“Ultron thinks we’re what’s wrong with the world. This isn’t just about beating him. It’s about whether or not he’s right.” Photos courtesy Walt Disney Motion Picture Studios.
The movie takes place over the course of just a few days, isn’t it a little melodramatic to call it “Age” of Ultron?
After saving New York in the first movie and then doing a bunch of other things that they couldn’t help each other out with because of the actors’ contractual obligations, the gang’s back together in The Avengers sequel. In what represents a stunning evolution for Marvel, they begin the film by actually addressing the events of previous movies, namely the collapse of SHIELD in The Winter Soldier. Age of Ultron begins with the group’s last raid on the Hydra compound where Baron Strucker (Thomas Kretschmann) is experimenting on debris from the Battle of New York, including Loki’s scepter, which he requisitioned from SHIELD before Hydra’s rebellion. Their mission successful, Tony Stark (Robert Downey Jr.) and Bruce Banner (Mark Ruffalo) discover the head of the scepter is the key to cracking an artificial intelligence program they’ve been working on for some time, a “suit of armor around the world.” When this intelligence, Ultron (James Spader — JAMES SPADER!!!) boots up, he promptly kills JARVIS (Paul Bettany), backs himself up on the Internet, co-opts Stark’s robot legion and tries to kill everyone on the face of the Earth.

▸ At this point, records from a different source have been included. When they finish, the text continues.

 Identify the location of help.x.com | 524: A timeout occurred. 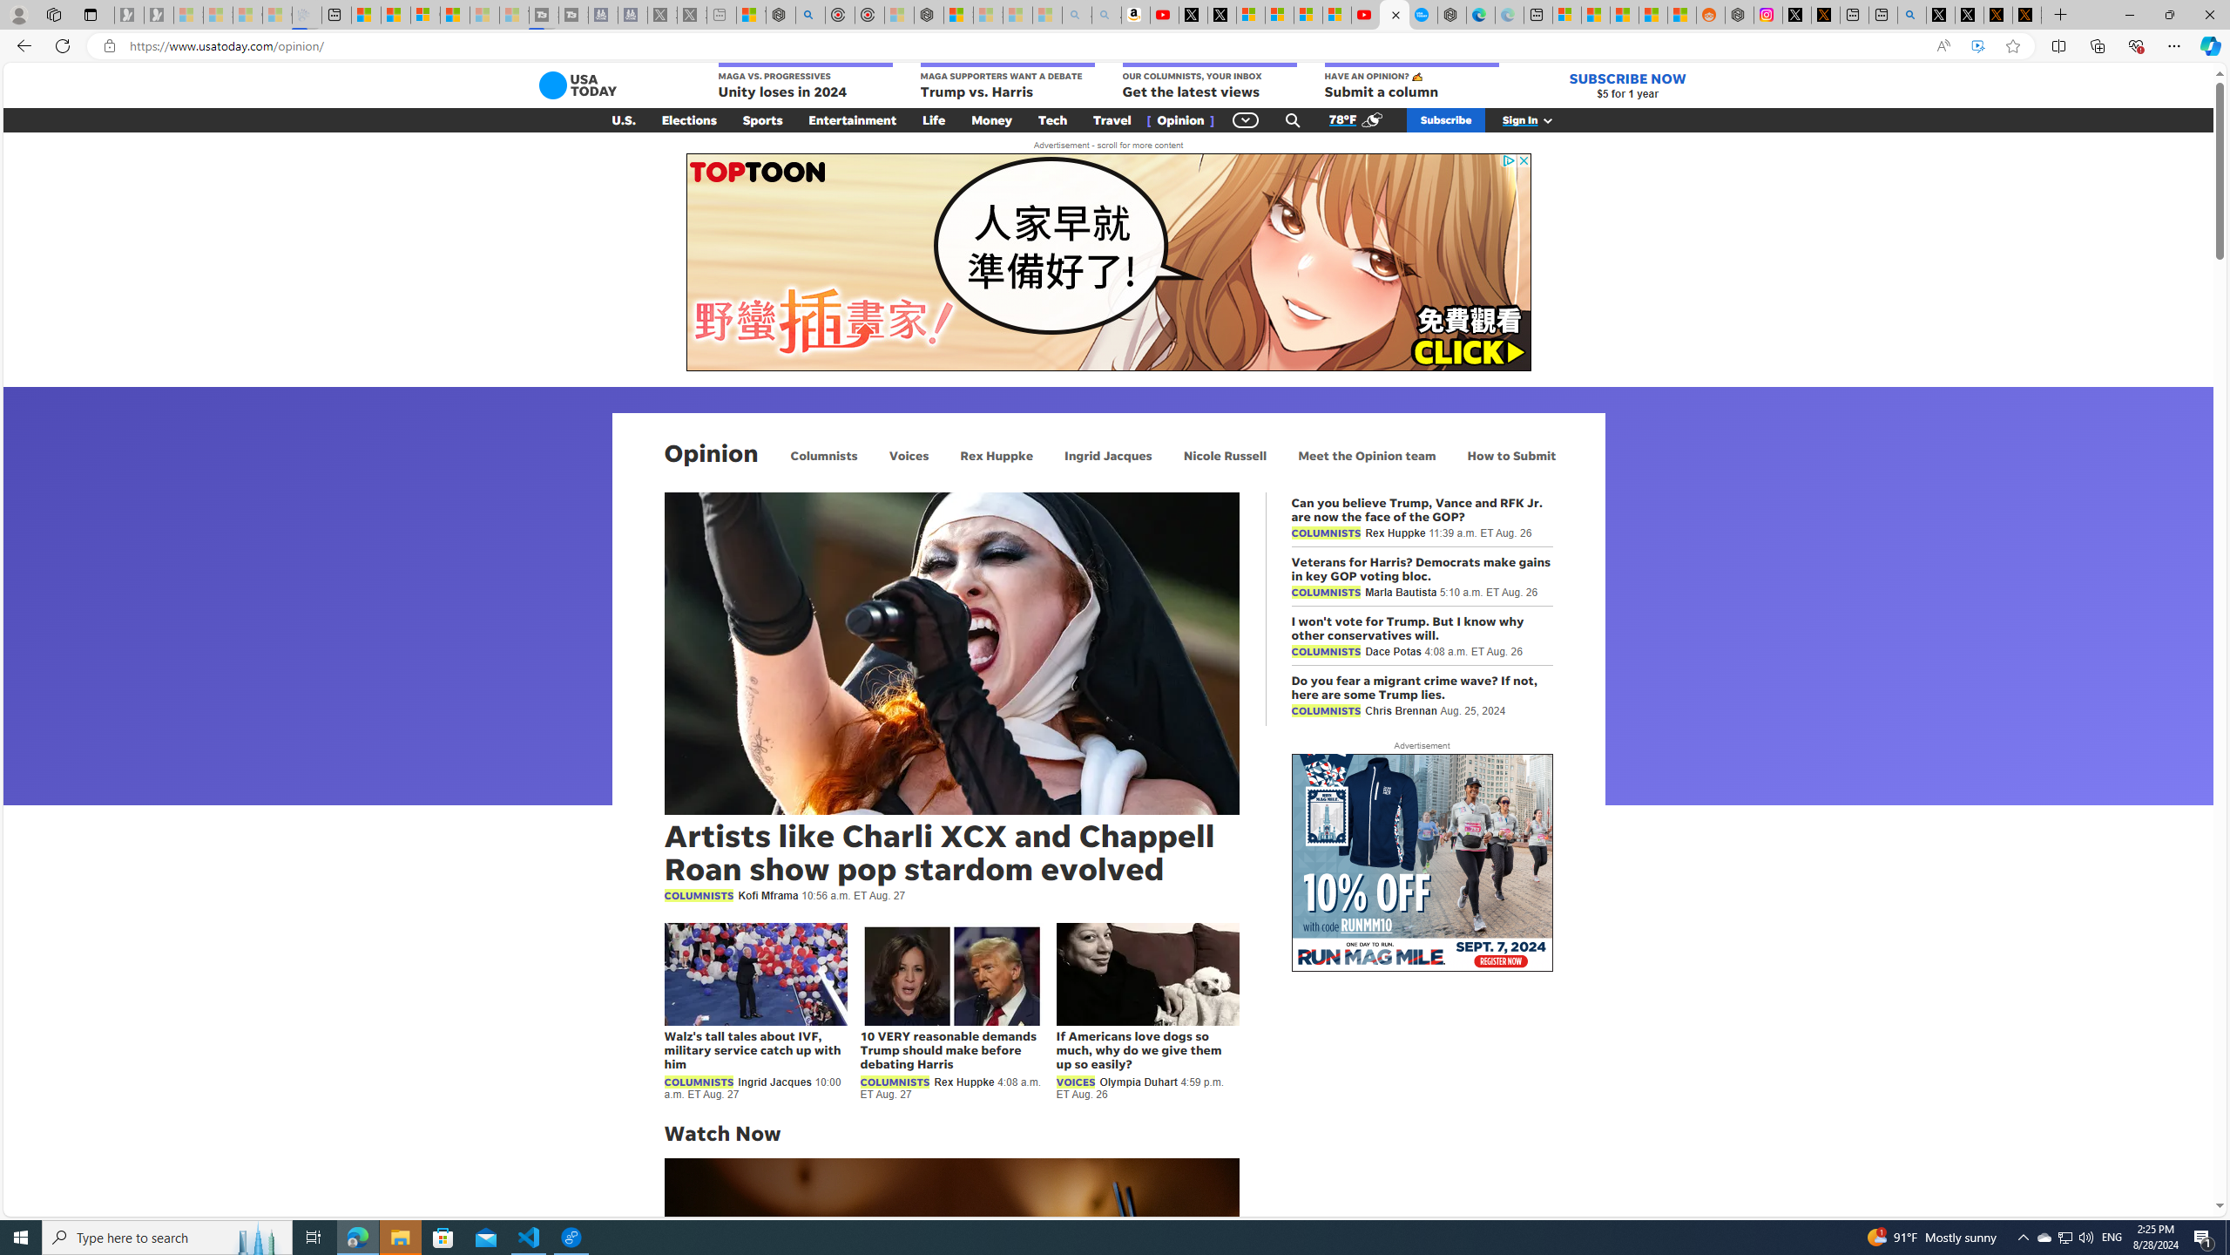
(1826, 15).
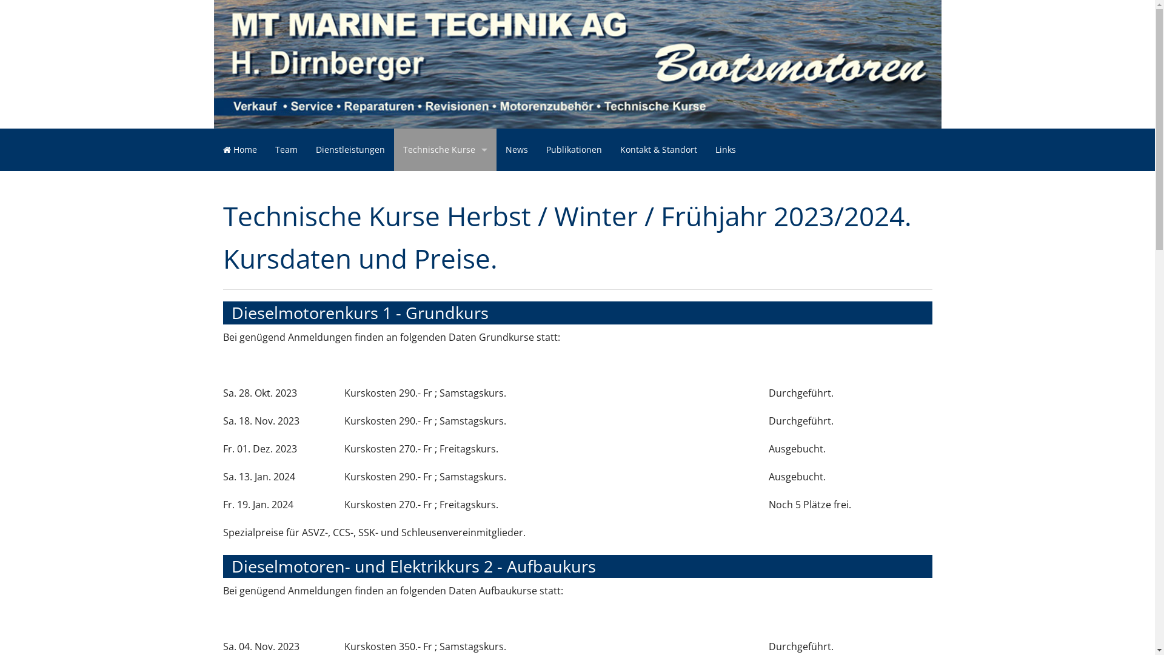 The height and width of the screenshot is (655, 1164). I want to click on Team, so click(286, 150).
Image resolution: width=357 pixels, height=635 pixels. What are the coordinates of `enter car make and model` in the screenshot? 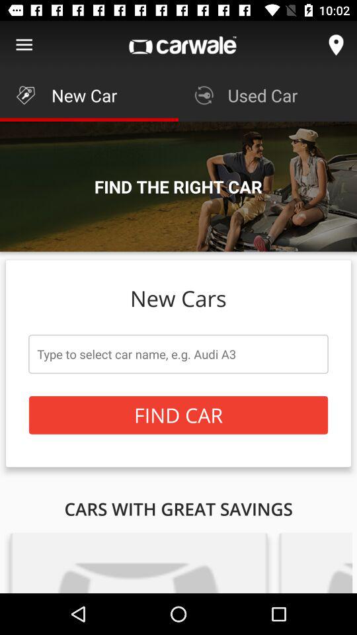 It's located at (179, 354).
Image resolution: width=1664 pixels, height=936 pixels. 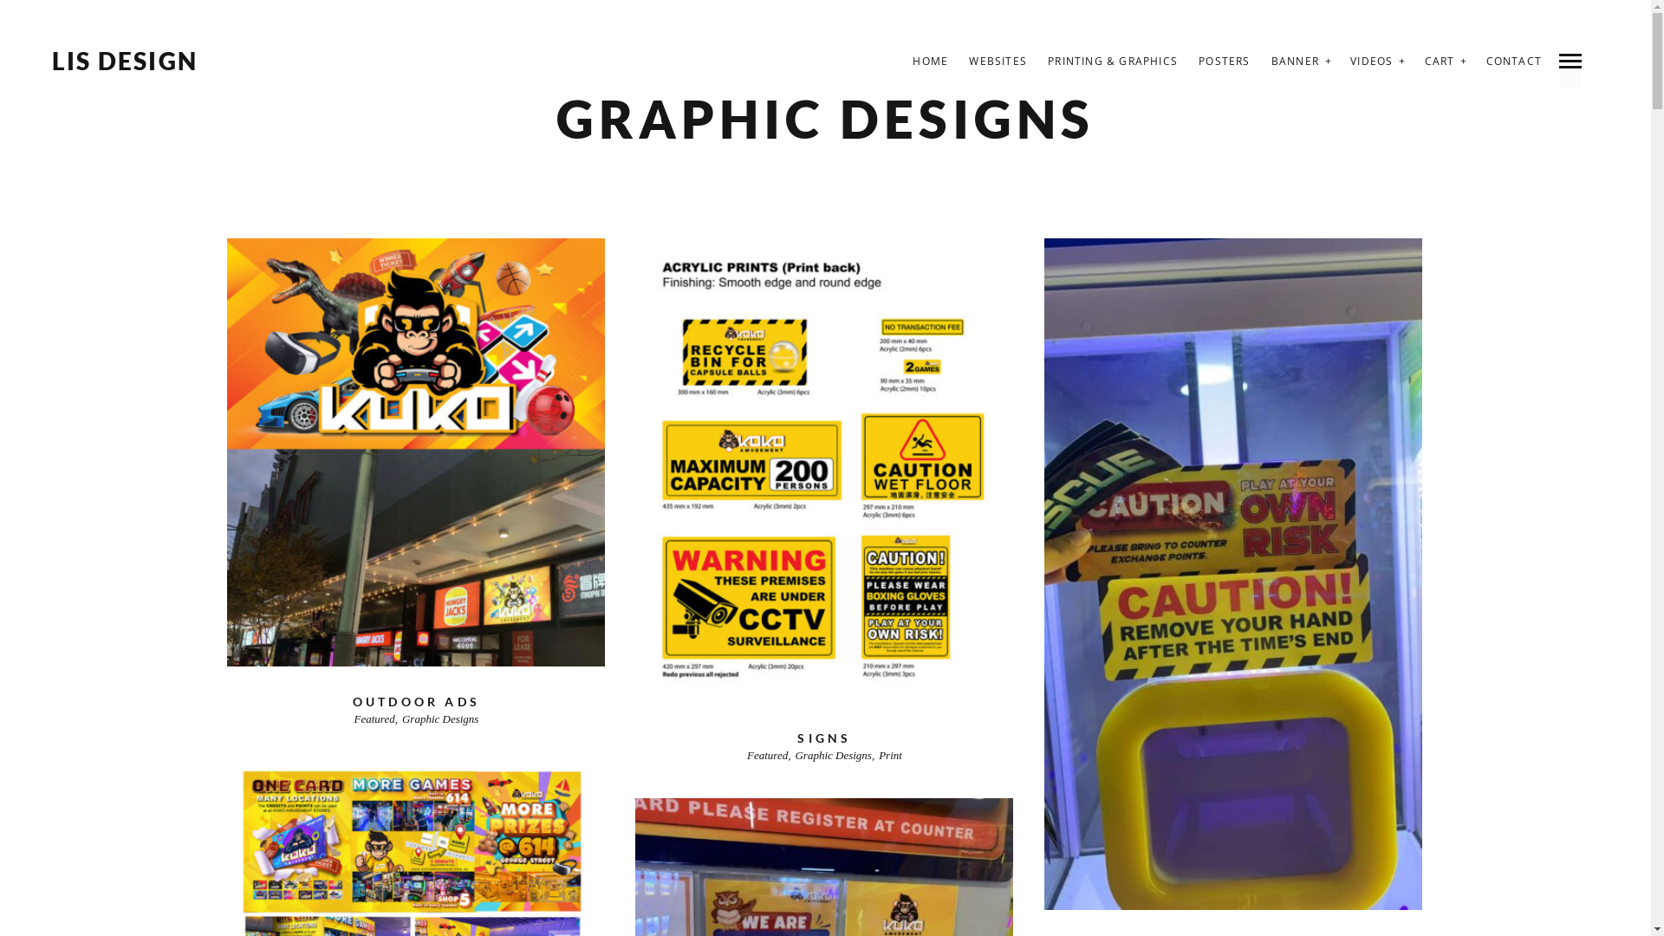 I want to click on HOME, so click(x=931, y=61).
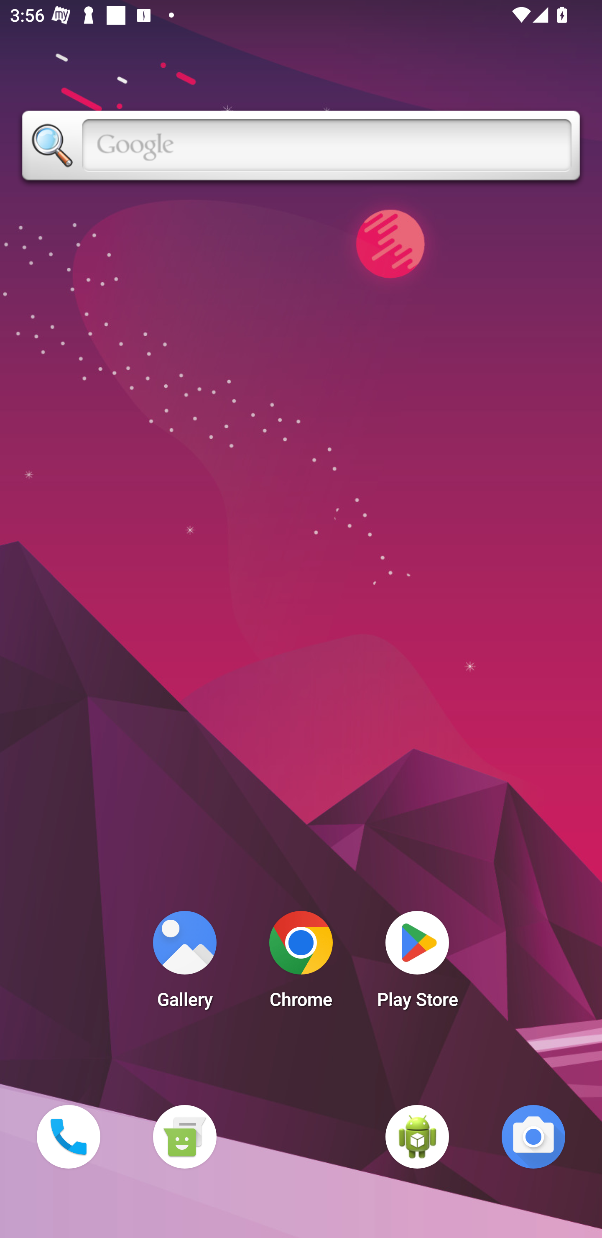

Age of Ultron brings Joss Whedon back as the writer/director, and makes it painfully obvious what the recent Marvel movies — Guardians of the Galaxy aside — have been missing: character development. Everyone’s questioned where Iron Man was when Maleketh was destroying the universe in Thor: The Dark World and why Banner wasn’t helping in Iron Man 3, but these aren’t just contract-driven omissions — they’re symptomatic of a larger storytelling problem with the series. At this point, many of the characters simply aren’t fleshed out as much as they need to be. Their motivations and fears, things that distinguish them from each other and why they’re doing things the way that they’re doing them are all unclear through a lot of the Phase 2 movies because their actions and interactions are inconsistent across the several-director continuity.